The parliamentary committee tasked with investigating the storming of the US Capitol has asked the security service charged with protecting the president of the United States to provide it with deleted text messages to its clients by Tuesday.

The committee announced its request ahead of a new hearing that will be broadcast live on television at prime time - next Thursday - and focus on what former President Donald Trump was doing when his supporters were attacking Congress on January 6, 2021.

The head of the Parliamentary Investigation Committee, Penny Thomas, said in a letter that "the committee is looking for the relevant text messages and any subsequent reports issued in any of the security services departments (...) related in any way to the events of January 6, 2021."

And the director of the relevant security service, James Murray, was told in a letter - yesterday, Friday - that he had a deadline until Tuesday to deliver the missing text messages.

Trump claimed the election was rigged and called on his supporters to march on the Capitol (Getty Images)

Difficulty obtaining records

And Joseph Kvari, Inspector General of the National Security Administration, said in a letter he sent Thursday to congressional leaders that he had difficulty obtaining Secret Service records dating back to January 5 and 6, 2021.

He wrote in this regard, "The department informed us that some of the messages of the US Secret Service (in charge of the security of presidents) dated January 5 and 6, 2021 have been erased as part of a phone exchange program."

These messages may be crucial in investigations by the US House of Representatives and the US Department of Justice to determine whether the former Republican president and his close advisers encouraged the violent attack on the Capitol, in an attempt to prevent the endorsement of the victory of Democrat Joe Biden in the presidential elections held in November 2021 .

Members of the Secret Service were accompanying Trump that day, as well as Vice President Mike Pence, who was in hiding in the Capitol after pro-Trump activists called for his execution.

In testimony June 29 to the House of Representatives Committee of Inquiry, a former White House employee said Trump tried to force the Secret Service to take him to Congress to join his supporters there.

The security service confirms so far that the phones of its members have been reset as part of the planned exchange program.

Trump refused to intervene for hours

Liz Cheney, the deputy chair of the parliamentary committee investigating the storming of Congress, announced that "Trump refused for hours to intervene to stop this attack."

"You'll hear that Donald Trump never picked up his phone that day to tell his administration to help the police," said Cheney, one of the few Republicans who dared publicly criticize the billionaire.

Deputy Chair of the Parliamentary Committee Investigating the Breakthrough in Congress Liz Cheney (Getty Images)

The Republican billionaire, who is openly talking about his possible candidacy for the presidency in the 2024 elections, strongly condemns the work of the committee, describing its members as "politicians who are thugs and thugs."
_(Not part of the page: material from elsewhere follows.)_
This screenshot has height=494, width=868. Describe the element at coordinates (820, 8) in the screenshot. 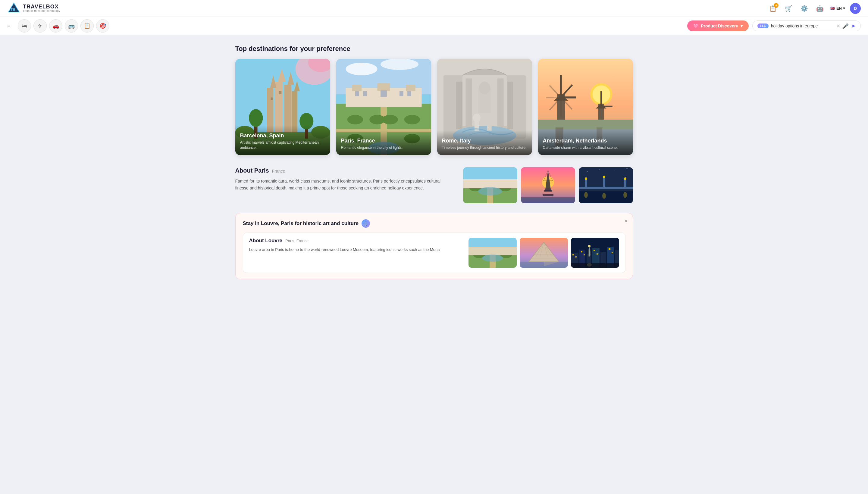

"Have you seen them before? (...) Yes, they are basically the same lunatics who have driven the country crazy with their lies and stories," he wrote.

 storming the capitol

In his speech minutes before the storming of the Capitol on January 6, 2021, Trump urged thousands of his assembled supporters to move toward the Capitol buildings, and said, "If you don't fight so hard, you won't have a country anymore." Trump did not appeal to them to leave. The building was only announced after more than 3 hours, in a video recording he posted on his Twitter account.

Trump supporters storm the Capitol (Getty)

More than 2,000 Trump supporters participated in storming and looting the Capitol, forcing lawmakers to flee, and disrupting the certification of election results for more than 10 hours.

"I feel your pain (...) but we have to go home now," Trump told his supporters from the White House gardens, and the demonstrators withdrew from the perimeter of Congress after the imposition of a curfew by decision of the mayor of Washington.